Thursday, October 3, 2019

There is substantial evidence for the hypothesis that accidental disgust does not affect moral ratings, contrary to the common view

Jylkkä, Jussi, Johanna Härkönen, and Jukka Hyönä. 2019. “Accidental Disgust Does Not Cause Moral Condemnation of Neutral Actions.” PsyArXiv. October 3. doi:10.31234/osf.io/b26vz

Abstract: Emotivism in moral psychology holds that making moral judgements is at least partly an affective process. Three emotivist hypotheses can be distinguished: the elicitation hypothesis (that moral transgressions elicit emotions); the amplification hypothesis (that disgust amplifies moral judgments); and the moralization hypothesis (that affect moralizes the non-moral). Even though the moralization hypothesis is the strongest and most radical form of emotivism, it has not been systematically experimentally tested. Most previous studies have used as stimuli morally wrong actions, and thus they cannot answer whether disgust is sufficient to moralize an otherwise neutral action. In Experiment 1 (N = 87) we tested the effect of accidental disgust on morally neutral scenarios, and in Experiment 2 (N = 510) the differential effect of disgust on neutral and wrong scenarios. The results did not support either the moralization or the amplification hypothesis. Instead, Bayesian analyses provided substantial evidence for the null hypothesis that accidental disgust does not affect moral ratings. In line with a recent meta-analysis suggesting that disgust has no effect on moral ratings, our study indicates that this field of research is plagued by false positives due to small sample sizes.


__Work instruction__
Your answer must be a single number: how many lines in the records below contain the word "Output".

(Figure record listings)

----

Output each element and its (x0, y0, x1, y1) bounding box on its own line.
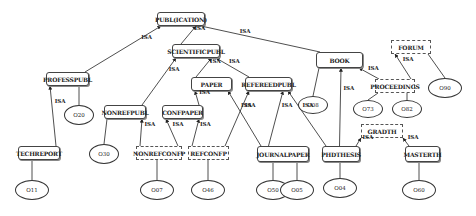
class-confpaper: CONFPAPER (162, 105, 203, 119)
class-label: MASTERTH (403, 151, 441, 158)
isa-label: ISA (173, 121, 184, 127)
class-label: PHDTHESIS (321, 151, 361, 158)
class-label: FORUM (398, 44, 423, 51)
isa-label: ISA (245, 102, 256, 108)
class-journalpaper: JOURNALPAPER (257, 146, 309, 162)
object-label: O07 (151, 187, 163, 193)
object-o04: O04 (323, 178, 357, 198)
isa-label: ISA (408, 134, 419, 140)
instance-edge-o73 (368, 93, 378, 100)
class-refconfp: REFCONFP (188, 146, 229, 160)
object-label: O05 (291, 187, 303, 193)
isa-edge-refconfp-confpaper (192, 119, 199, 146)
class-label: BOOK (329, 57, 349, 64)
isa-label: ISA (210, 58, 221, 64)
object-label: O46 (202, 187, 214, 193)
object-label: O73 (362, 106, 374, 112)
object-label: O90 (439, 85, 451, 91)
class-label: PROCEEDINGS (370, 83, 419, 90)
object-o20: O20 (64, 105, 94, 125)
isa-label: ISA (302, 102, 313, 108)
object-label: O20 (73, 112, 85, 118)
isa-edge-journalpaper-paper (228, 91, 261, 146)
object-label: O11 (26, 187, 38, 193)
class-nonrefpubl: NONREFPUBL (104, 105, 146, 119)
instance-edge-o90 (428, 54, 445, 78)
isa-edge-nonrefpubl-scientificpubl (142, 58, 176, 105)
instance-edge-o08 (313, 68, 319, 96)
isa-label: ISA (141, 34, 152, 40)
object-o11: O11 (15, 180, 49, 200)
isa-label: ISA (403, 56, 414, 62)
class-refereedpubl: REFEREEDPUBL (245, 77, 292, 91)
isa-label: ISA (344, 85, 355, 91)
object-o82: O82 (392, 100, 422, 118)
class-label: NONREFCONFP (133, 150, 185, 157)
isa-edge-refconfp-refereedpubl (225, 91, 249, 146)
class-forum: FORUM (391, 40, 431, 54)
object-label: O30 (98, 151, 110, 157)
isa-label: ISA (282, 102, 293, 108)
isa-edge-journalpaper-refereedpubl (269, 91, 284, 146)
class-professpubl: PROFESSPUBL (46, 72, 89, 86)
isa-label: ISA (229, 58, 240, 64)
class-publication: PUBL(ICATION) (157, 12, 205, 26)
class-masterth: MASTERTH (405, 146, 440, 162)
class-paper: PAPER (191, 77, 232, 91)
object-o90: O90 (428, 78, 462, 98)
object-o07: O07 (140, 180, 174, 200)
isa-label: ISA (195, 25, 206, 31)
class-label: REFEREEDPUBL (241, 81, 295, 88)
class-book: BOOK (316, 52, 363, 68)
isa-edge-techreport-professpubl (50, 86, 56, 146)
class-label: PROFESSPUBL (43, 76, 92, 83)
class-techreport: TECHREPORT (18, 146, 60, 160)
isa-hierarchy-diagram: PUBL(ICATION) SCIENTIFICPUBL BOOK FORUM … (0, 0, 476, 216)
object-o73: O73 (353, 100, 383, 118)
isa-edge-phdthesis-book (340, 68, 342, 146)
class-label: PAPER (201, 81, 223, 88)
isa-edge-phdthesis-gradth (356, 138, 361, 146)
object-label: O50 (267, 187, 279, 193)
object-label: O60 (413, 187, 425, 193)
class-label: CONFPAPER (162, 109, 203, 116)
isa-label: ISA (199, 89, 210, 95)
class-proceedings: PROCEEDINGS (375, 79, 415, 93)
class-label: REFCONFP (190, 150, 226, 157)
object-o60: O60 (402, 180, 436, 200)
isa-label: ISA (368, 65, 379, 71)
object-label: O82 (401, 106, 413, 112)
class-phdthesis: PHDTHESIS (322, 146, 360, 162)
class-label: JOURNALPAPER (256, 151, 309, 158)
isa-label: ISA (240, 28, 251, 34)
object-o46: O46 (191, 180, 225, 200)
class-label: SCIENTIFICPUBL (167, 48, 224, 55)
object-o30: O30 (89, 144, 119, 164)
isa-label: ISA (169, 66, 180, 72)
object-o05: O05 (280, 180, 314, 200)
class-nonrefconfp: NONREFCONFP (136, 146, 182, 160)
object-label: O04 (334, 185, 346, 191)
class-label: TECHREPORT (16, 150, 62, 157)
isa-label: ISA (144, 121, 155, 127)
isa-edge-nonrefconfp-nonrefpubl (140, 119, 142, 146)
isa-label: ISA (55, 98, 66, 104)
isa-label: ISA (200, 121, 211, 127)
isa-label: ISA (363, 134, 374, 140)
class-scientificpubl: SCIENTIFICPUBL (172, 44, 220, 58)
class-label: PUBL(ICATION) (155, 16, 207, 23)
class-label: NONREFPUBL (101, 109, 148, 116)
instance-edge-o30 (104, 119, 107, 144)
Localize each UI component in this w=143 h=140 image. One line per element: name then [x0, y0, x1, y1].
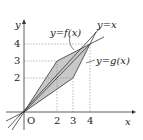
y-tick-2: 2 — [14, 72, 20, 83]
y-tick-4: 4 — [14, 38, 20, 49]
x-tick-3: 3 — [70, 115, 76, 126]
f-label: y=f(x) — [49, 27, 81, 38]
x-axis-arrow-icon — [132, 110, 136, 114]
y-axis-arrow-icon — [22, 19, 26, 24]
g-label-leader — [86, 60, 95, 63]
identity-label: y=x — [96, 19, 117, 30]
x-axis-label: x — [125, 116, 131, 127]
x-tick-4: 4 — [87, 115, 93, 126]
origin-label: O — [27, 115, 35, 126]
y-tick-3: 3 — [14, 55, 20, 66]
f-label-leader — [70, 36, 75, 50]
function-graph: y x O 2 3 4 2 3 4 y=f(x) y=x y=g(x) — [0, 0, 143, 140]
y-axis-label: y — [14, 19, 21, 30]
x-tick-2: 2 — [54, 115, 60, 126]
g-label: y=g(x) — [95, 55, 130, 66]
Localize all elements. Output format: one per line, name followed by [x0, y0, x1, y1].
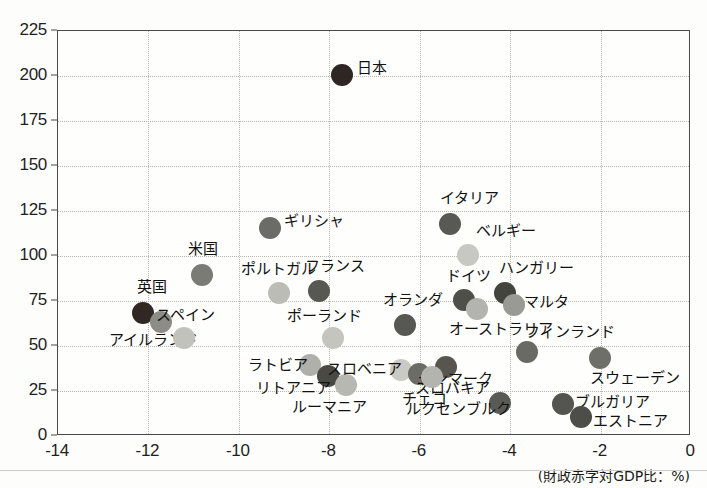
y-gridline — [58, 121, 689, 122]
data-point-label: オランダ — [383, 293, 443, 308]
y-tick-label: 75 — [3, 290, 47, 310]
x-tick-label: 0 — [685, 441, 694, 461]
data-point-label: フィンランド — [525, 325, 615, 340]
data-point-label: ルーマニア — [292, 400, 367, 415]
data-point-marker[interactable] — [331, 64, 353, 86]
y-gridline — [58, 166, 689, 167]
data-point-label: スペイン — [156, 308, 215, 323]
data-point-marker[interactable] — [173, 327, 195, 349]
y-tick-mark — [51, 30, 57, 31]
y-gridline — [58, 211, 689, 212]
data-point-label: イタリア — [440, 191, 499, 206]
data-point-marker[interactable] — [503, 294, 525, 316]
data-point-label: ハンガリー — [499, 261, 574, 276]
y-tick-mark — [51, 435, 57, 436]
x-tick-label: -4 — [502, 441, 517, 461]
data-point-marker[interactable] — [457, 244, 479, 266]
y-tick-label: 225 — [3, 20, 47, 40]
x-tick-label: -8 — [321, 441, 336, 461]
y-tick-mark — [51, 255, 57, 256]
y-tick-mark — [51, 390, 57, 391]
data-point-marker[interactable] — [421, 366, 443, 388]
data-point-label: エストニア — [593, 414, 668, 429]
data-point-label: フランス — [305, 259, 365, 274]
data-point-marker[interactable] — [191, 264, 213, 286]
data-point-marker[interactable] — [322, 327, 344, 349]
y-tick-label: 125 — [3, 200, 47, 220]
data-point-label: ルクセンブルク — [406, 402, 511, 417]
data-point-marker[interactable] — [439, 213, 461, 235]
data-point-marker[interactable] — [570, 406, 592, 428]
data-point-label: ポーランド — [287, 309, 362, 324]
y-gridline — [58, 391, 689, 392]
y-gridline — [58, 301, 689, 302]
y-tick-label: 100 — [3, 245, 47, 265]
y-tick-mark — [51, 300, 57, 301]
x-tick-label: -10 — [226, 441, 250, 461]
y-tick-label: 200 — [3, 65, 47, 85]
data-point-label: ラトビア — [248, 358, 308, 373]
x-gridline — [239, 31, 240, 434]
y-tick-mark — [51, 120, 57, 121]
y-tick-mark — [51, 210, 57, 211]
data-point-label: 日本 — [357, 61, 387, 76]
data-point-label: スロベニア — [327, 362, 402, 377]
y-tick-mark — [51, 75, 57, 76]
data-point-marker[interactable] — [268, 282, 290, 304]
y-tick-label: 0 — [3, 425, 47, 445]
x-tick-label: -12 — [136, 441, 160, 461]
data-point-marker[interactable] — [589, 347, 611, 369]
x-gridline — [148, 31, 149, 434]
scatter-chart: -14-12-10-8-6-4-200255075100125150175200… — [0, 0, 707, 488]
y-tick-label: 150 — [3, 155, 47, 175]
data-point-label: ベルギー — [476, 224, 536, 239]
data-point-marker[interactable] — [394, 314, 416, 336]
bottom-divider — [0, 470, 707, 471]
y-tick-mark — [51, 345, 57, 346]
data-point-label: ドイツ — [446, 269, 491, 284]
x-tick-label: -14 — [45, 441, 69, 461]
data-point-label: 米国 — [188, 242, 218, 257]
data-point-label: スウェーデン — [590, 371, 680, 386]
data-point-label: リトアニア — [256, 381, 331, 396]
x-tick-label: -6 — [411, 441, 426, 461]
y-tick-label: 50 — [3, 335, 47, 355]
y-tick-label: 175 — [3, 110, 47, 130]
x-axis-caption: (財政赤字対GDP比：%) — [490, 465, 690, 485]
data-point-marker[interactable] — [259, 217, 281, 239]
data-point-marker[interactable] — [308, 280, 330, 302]
y-gridline — [58, 256, 689, 257]
data-point-label: マルタ — [524, 295, 569, 310]
data-point-marker[interactable] — [466, 298, 488, 320]
data-point-label: ギリシャ — [284, 214, 344, 229]
data-point-marker[interactable] — [516, 341, 538, 363]
x-tick-label: -2 — [592, 441, 607, 461]
y-tick-label: 25 — [3, 380, 47, 400]
y-tick-mark — [51, 165, 57, 166]
data-point-label: 英国 — [137, 280, 167, 295]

----

__Task solution__
2